Thanks to two wars, a billion-dollar lawsuit against the NFL by its alumni, and the premature brain injury-related deaths of several sports legends, brain injury has leapt from a case of deniability to part of our social conversation. We’ve taken giant leaps in diagnosing and reporting these diagnoses, increasing preventative measures, and finding treatment and therapy programs. On top of that, neuroscience has exploded in the past decade, along with attendant focus on brain disorders such as PTSD, ADD, ADHD, Asperger’s syndrome, Alzheimer’s, dementia, the autism spectrum, TBI, and more.
Now, it’s time to leap into next-generation therapies that restore injured brains to equal or even greater function while refining protocols and technology to determine types, locations, and severity of brain injuries much closer to the time of impact or other event.
“There’s still so much we don’t know about the brain; we probably use 10 to 12 percent of our brain’s potential in a given day,” said Dr. Andre Fredieu, former medical director and current consultant for Cerebrum Health Centers in Dallas. “There’s 90 percent of brain function where we don’t know exactly what is involved. People who have suffered brain injuries might seem to be doing extremely well, and actually operating within that other 90 percent. That can lead to subtle deficiencies that can hamper them when they try to manage their lives and other basic functions. What we don’t know will play a role in what we can ultimately discover in treating the brain.”
Let’s Talk Brain Injury
Cerebrum Health Centers are leading-edge diagnostic and brain rehabilitation facilities. Their combination of diagnostic and therapeutic technology, and therapy protocols that include nutrition, exercise, activities, homeopathic and naturopathic treatments, along with standard medical treatments, has earned them accolades from all corners of the brain injury issue.

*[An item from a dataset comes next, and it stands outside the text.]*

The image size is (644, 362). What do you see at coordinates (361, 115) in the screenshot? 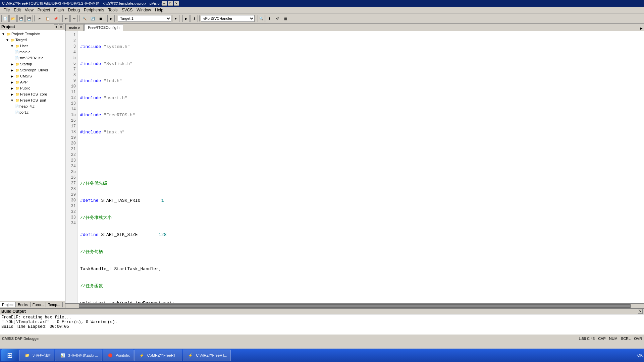
I see `code-line-5: #include "FreeRTOS.h"` at bounding box center [361, 115].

“We’re optimizing neuroplasticity — the brain’s ability to heal itself,” says Dr. Brandon Brock, lead clinician for Cerebrum Health Centers in Dallas. “We create an environment for the healing of the brain. That includes use of different types of diagnostic equipment to pinpoint where the issues are in the brain, and using very innovative technology like our patented off-axis rotational chair. We also use particular technologies to optimize eye movements.”
Eye movements are a primary indicator of hidden brain injuries. The binocular vision work of Dr. Patrick Quaid, the author of Seeing is Behaving (to be released in 2016), and his team at the Guelph Vision Therapy Center in Ontario, Canada, has put him on that country’s front line on the subject. In the U.S., Fredieu and his colleagues at Cerebrum Health Centers have further amped up the eye-related brain diagnostics and therapy with videonystagmography (VNG), a machine that tracks eye movement in order to diagnose a specific type of brain injury or disorder.
“Our eyes and our vestibular system receive the most information from the environment and bring the most input into the greatest number of areas of the brain,” Fredieu explained. “If we have a brain injury, our eyes won’t move together well, or move smoothly. Our eyes aren’t moving in a way to allow us to see things correctly — which diminishes the quality of information we receive from the environment and how the brain processes it.”
From the therapeutic side, Cerebrum uses devices including the off-axis vertical rotational chair, which spins in different positions and directions to activate damaged parts of the brain. “We can take results from our diagnostic equipment and put a very specialized treatment plan together with the chair,” explained Dr. Sandeep Vaid, medical director at Cerebrum Health Centers in Atlanta. “If we spin someone to the right, we’re activating their left hemisphere. If we spin them forward, we’re reaching the posterior portion. We can look at how someone’s eyes are moving and deficiencies in their balance, and use the chair.”
Fredieu and other neurologists are quick to point out we’re still at the beginning. Studying the inner workings of the brain is very similar to studying the universe — the more you find, the more awaits discovery. One area always sits at the tip of Fredieu’s tongue.
“We really need to do a better job of identifying brain injury faster,” he said. “If someone suffers a subtle injury, and they’re placed back in the field — whether military theater, the gridiron, or even a classroom setting —if their brain hasn’t been given the opportunity to heal, then further damage can result.”
By Robert Yehling
Senior Writer and I&T Today Founding Editor ROBERT YEHLING is the author of Just Add Water, a biography of autistic surf star Clay Marzo.